By Ken Secor - Activist San Diego and the International Association of Machinists (Retired)
By Ken Secor - Activist San Diego and the International Association of Machinists (Retired)
from Business Insider:
Apr. 13, 2011, 10:06 AM
Original post: The AP just fell for a hoax press release, which claimed that GE would repay the government the $3.2 billion tax loss carryforward it received. The hoax was designed to correspond with last month's controversy originated by the New York Times about how GE, despite its huge profits, was paying no taxes.
The fake press release titled "GE Responds to Public Outcry – Will Donate Entire $3.2 Billion Tax Refund to Help Offset Cuts and Save American Jobs" was posted at a site called http://www.genewscenters.com/.
It's a pretty sophisticated fake, since genewscenters.com is just one letter off from genewscenter.com, where GE actually hosts its news.
The AP then ran this:
Facing criticism over the amount of taxes it pays, General Electric announced it will repay its entire $3.2 billion tax refund to the US Treasury on April 18.
GE uses a series of foreign tax havens that the company says are legal and that led to an enormous refund for the 2010 tax year.
Some conservative pundits and blogs have tried to spin the draconian, Medicare-gutting budget of Congressman Paul Ryan (Republican-Wisconsin) as somehow "courageous". As an antidote to this GOP duckspeak, Tom Tomorrow borrows from A Modest Proposal, Jonathan Swift's satirical essay from 1729, which suggests that the Irish eat their own children, and also from the 1973 dystopian sci-fi film classic, Soylent Green.
"To pay for tax cuts for the wealthy, I believe we should euthanize the elderly and then process them into tasty snack crackers, the profits from which can be used to finance further tax cuts for the wealthy."
Monday, April 18, The Thing @ White Slab Palace presents
Disaster Special (abroad and at home), programmed by Christoph Draeger:
Csoda Pok - PanOptic, (HU/USA, 7:20, 2002)
Helenes-Apparition of Freedom, Christoph Draeger (HU/USA/CH, 18:30, 2005)
Diviner-Adam Frelin (USA, 17:50, 2008)
Richard Prince is not the only downtown New York artist who has been party to a recent copyright/intellectual property litigation. But unlike Prince - who was on the losing end of a decision (currently under appeal) regarding the fair use of photographs appropriated in his "Canal Zone" paintings - Talking Heads frontman David Byrne favorably settled a lawsuit in which he was the aggrieved party for the unlicensed use of the song "Road to Nowhere" in a political campaign.

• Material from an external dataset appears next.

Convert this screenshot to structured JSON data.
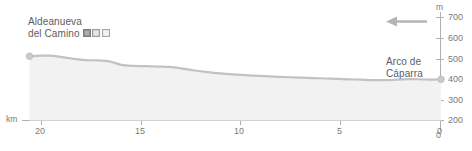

still recovering from those berlin nights...
MIXER: Past Futures, an immersive audio-visual experience featuring live music performance by SUN RA ARKESTRA.
Saturday, April 9
9pm - 2am
Eyebeam Art & Technology Center
540 West 21st Street (between 10th & 11th Avenues)
New York City
Limited $10 tickets on sale here.
MIXER, Eyebeam’s quarterly showcase for audiovisual performance and interactive art, goes back to the future – to the dawn of the imagined internet.
Joseph Nechvatal’s Immersive Noise Theory
by Yuting Zou
Published in The Brooklyn Rail April Issue 2011
http://www.brooklynrail.org/2011/04/books/nechvatals-immersive-noise-the...
Joseph Nechvatal
Immersion Into Noise
From Bad At Sports comes notice of BHQF's imminent arrival in Chicago.
WRONG PLACE FOR THE RIGHT PEOPLE:
Margaret Weber, Nadia Coen, Scott Lawrence, Walter Sipser, Alexandra Rojas, David Hammons, Andrea Neumann, Italo Zamboni, Ryo Arita, Shinique Smith, Tenesh Webber, Tom Weinrich.